A decision in the case, expected next year, could determine the ability of Americans to collect substantial damages under an anti-mob law if they lose their job after being injured by products.
The question before the court involved whether the driver, Douglas Horn, was permitted to file his lawsuit under the Racketeer Influenced and Corrupt Organizations, or RICO, Act, which authorizes civil lawsuits – and allows plaintiffs to collect triple damages – for business or property harms.
After just more than an hour of argument on Tuesday, it appeared the case could divide the court’s conservative justices, some of whom seemed sympathetic to Horn’s position and others who were wary of opening up the ability for people to seek large awards for run-of-the-mill injury claims.
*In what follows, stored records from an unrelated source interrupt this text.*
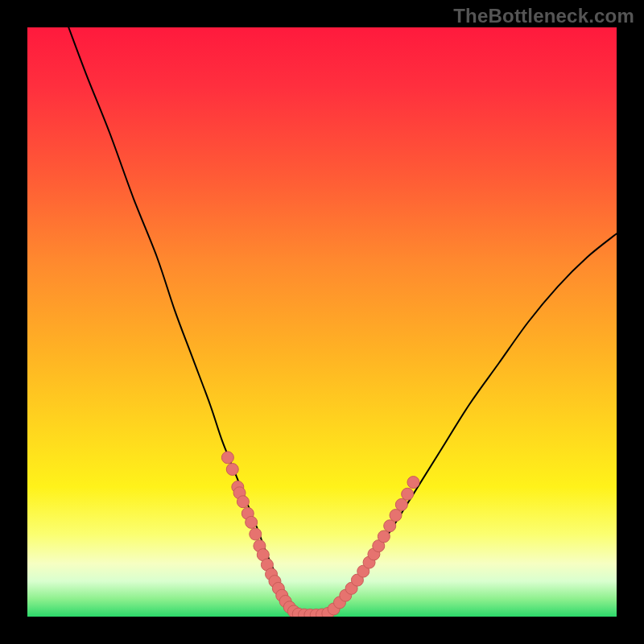 Image resolution: width=644 pixels, height=644 pixels. Describe the element at coordinates (320, 535) in the screenshot. I see `markers-layer` at that location.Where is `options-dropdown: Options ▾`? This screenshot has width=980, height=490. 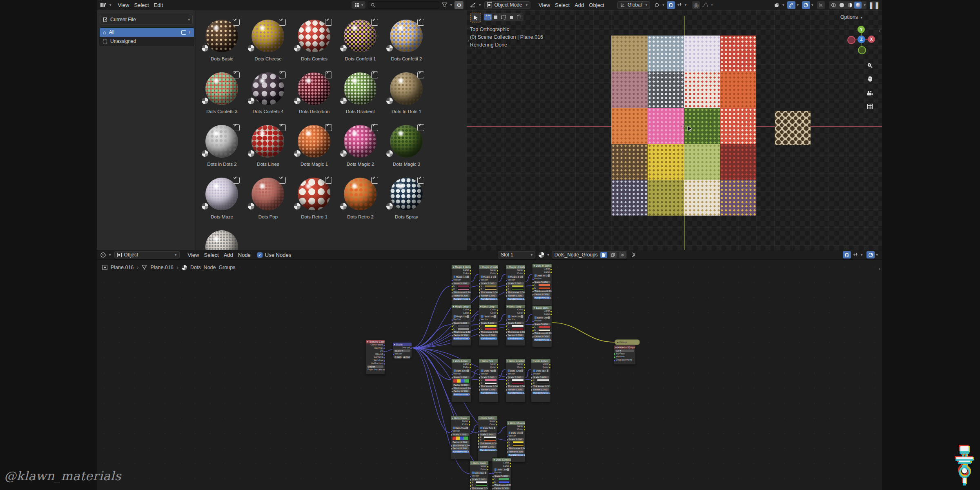
options-dropdown: Options ▾ is located at coordinates (851, 17).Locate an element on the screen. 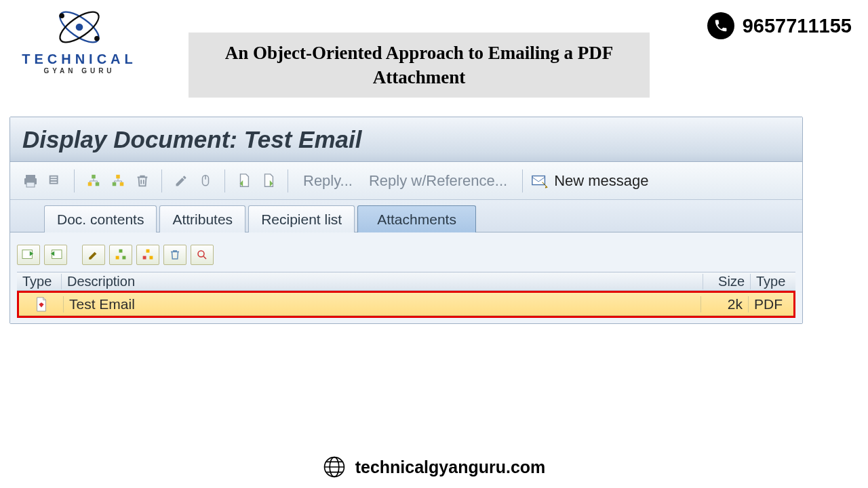 This screenshot has width=868, height=488. mini-search-icon is located at coordinates (202, 255).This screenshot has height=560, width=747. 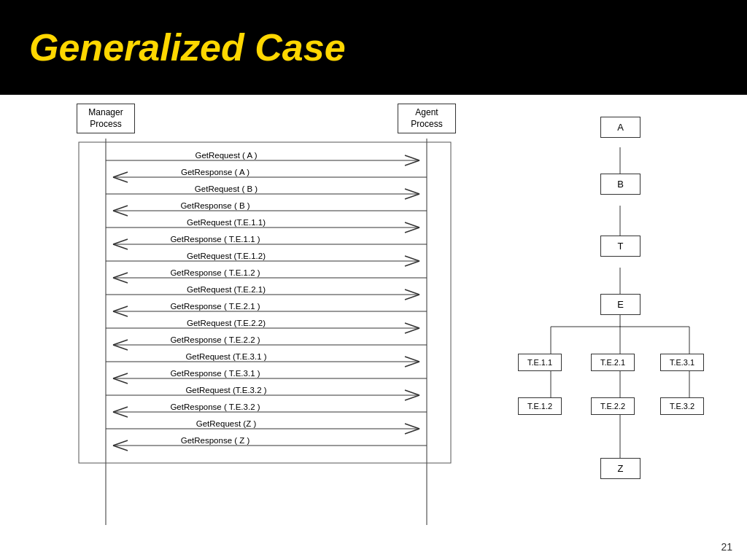 I want to click on svg-text: GetRequest (T.E.2.2), so click(x=226, y=323).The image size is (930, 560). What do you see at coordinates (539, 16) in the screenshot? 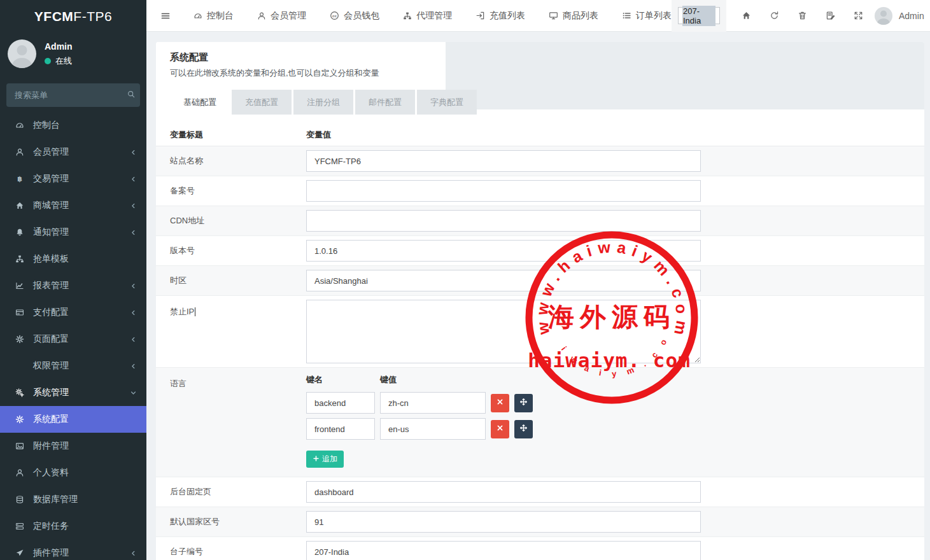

Medical Marijuana Inc., and other companies involved in distributing the CBD product, argued Horn’s injury was a personal one – and therefore not a business or property harm as required in the law. That drew sharp pushback from the court’s liberal wing, especially Justice Elena Kagan.
“If you’re harmed when you lose a job, then you’ve been injured in your business, haven’t you?” Kagan asked the lawyer for the companies. The law, Kagan said, “just says if you’ve been injured by a RICO violation in your business, which includes your employment, then you’re entitled to threefold damages.”
But several of the court’s conservatives, including Chief Justice John Roberts and Justice Brett Kavanaugh, appeared concerned about opening a floodgate of RICO lawsuits for relatively minor injuries.
Kavanaugh described Horn’s position as representing a “dramatic, really radical shift in how tort shifts are brought throughout the United States.”
Horn worked as a commercial trucker for 14 years but suffered debilitating pain after a serious accident. He came across an ad for a new “CBD-rich medicine” called “Dixie X” that proclaimed to have no THC, the psychoactive ingredient in marijuana.
Horn tried the product in 2012 and failed his drug test weeks later.
He sued in the Western District of New York in 2015, alleging in part that Medical Marijuana Inc., and other companies involved in the distribution of Dixie X, violated the Controlled Substances Act and engaged in mail and wire fraud.
A federal district court ruled against Horn, but the New York-based 2nd US Circuit Court of Appeals allowed his suit to move forward. The company appealed to the Supreme Court a year ago, arguing in part that the RICO Act never contemplated “garden-variety products-liability” suits.
Allowing Horn to sue, the company has said, would vastly expand the number and type of “civil RICO” lawsuits.
President Richard Nixon signed the federal RICO Act in 1970 to give prosecutors more power to go after the heads of organized crime families. Several states have enacted their own versions of the law. In Georgia, prosecutors are attempting to use a state RICO law to prosecute former President Donald Trump for his efforts to overturn the 2020 election results there.
The federal law also permits private lawsuits by individuals who were “damaged” in “business or property” in certain circumstances.